I felt a huge sense of relief when I finished the first draft of Hitting the Jackpot. There was my story on screen - beginning, middle, and a pretty good ending, done. It was a nice moment, but I knew there was a lot more to do. I'd written it at pace, like the children in my primary classes write when they're really 'into' a story - '...and then he... and then she... and then, and then, and then...' There wasn't a great deal of detail or description. Being my first novel, I'd wanted to get the bulk of it, the story, done. I knew I could concentrate on 'style' later.
So that was the next stage: I reread it, and I reread it, and I reread it again. I must've reread it close to thirty times, usually the whole thing, although sometimes just a few chapters. To begin, there were the typos and the repetitions and the clunky expressions and contradictions and the repetitions. For the first time I doubted whether it was worth the bother. It was pretty disappointing. I was expecting to read an undiscovered Nick Hornby or a brand new Tony Parsons: what I found was nearer an unedited Biff and Chip adventure written by a nine-year-old. But I knew I'd spewed it out, brain working at maximum speed while my two-fingered typing hobbled behind as I tried to turn plot into novel.

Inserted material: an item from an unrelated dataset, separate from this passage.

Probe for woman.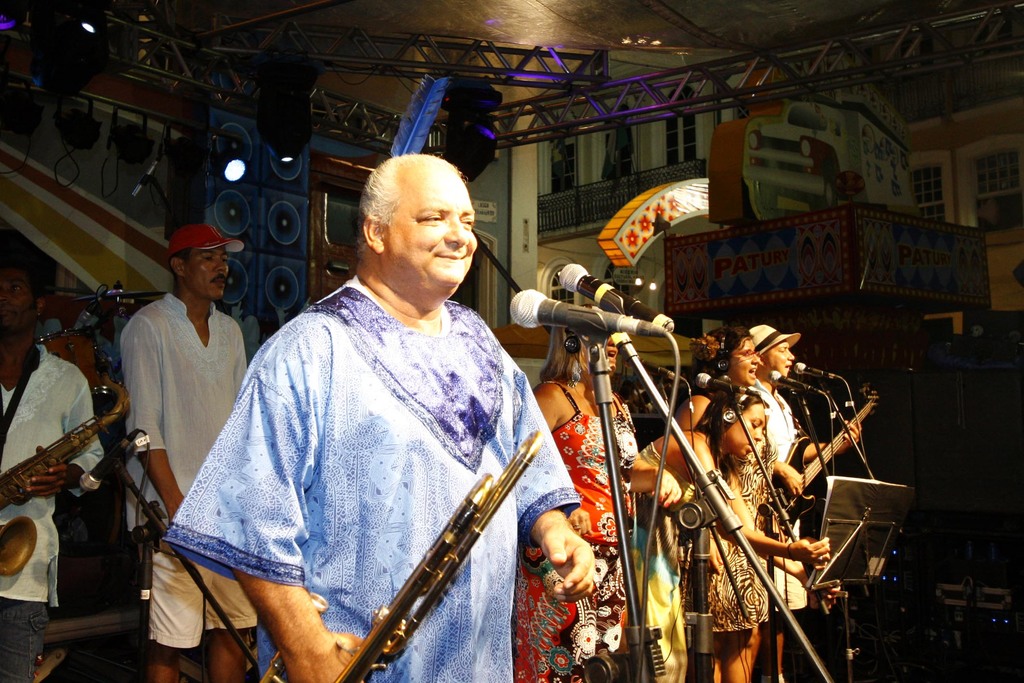
Probe result: [left=506, top=309, right=677, bottom=682].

Pretty soon (maybe the seventh or eighth sweep through) there were hardly any typos (that I could see), fewer repetitions, less clunk, fewer contradictions, fewer repetitions: I was getting somewhere. I could start to look beyond corrections and towards improvements. I could make the dialogue snappier, the humour wittier, the characters more engaging, or untrustworthy, whatever I wanted. It was the most creative time.
The plotting had been enjoyable, but after deletions and swapping of order it ended up being two pages of notes. This would follow that, that would be preceded by him doing this and then she would do that. The process of improving the narrative was a huge project, going through 75,000 words, which soon became 78,000 words, and then over 80,000.
All the while I could feel it getting better, especially when the characters, as if by magic, started to take over and write their own words in their own voices while my two fingers hammered along behind them trying desperately to keep up. This was a real 'out of body' experience. I could see myself from above, almost detached from the process, being guided, no led, by the characters who had come to life, taken control, shown me the way they wanted to speak and act. Like they wanted to give everything the maximum impact they could. I felt we'd become a team: Jack, Cindy, Rich, Milly, María - suddenly we were in this together, all charging in the same direction, towards the same goal, a better telling of my story, or was it now theirs...?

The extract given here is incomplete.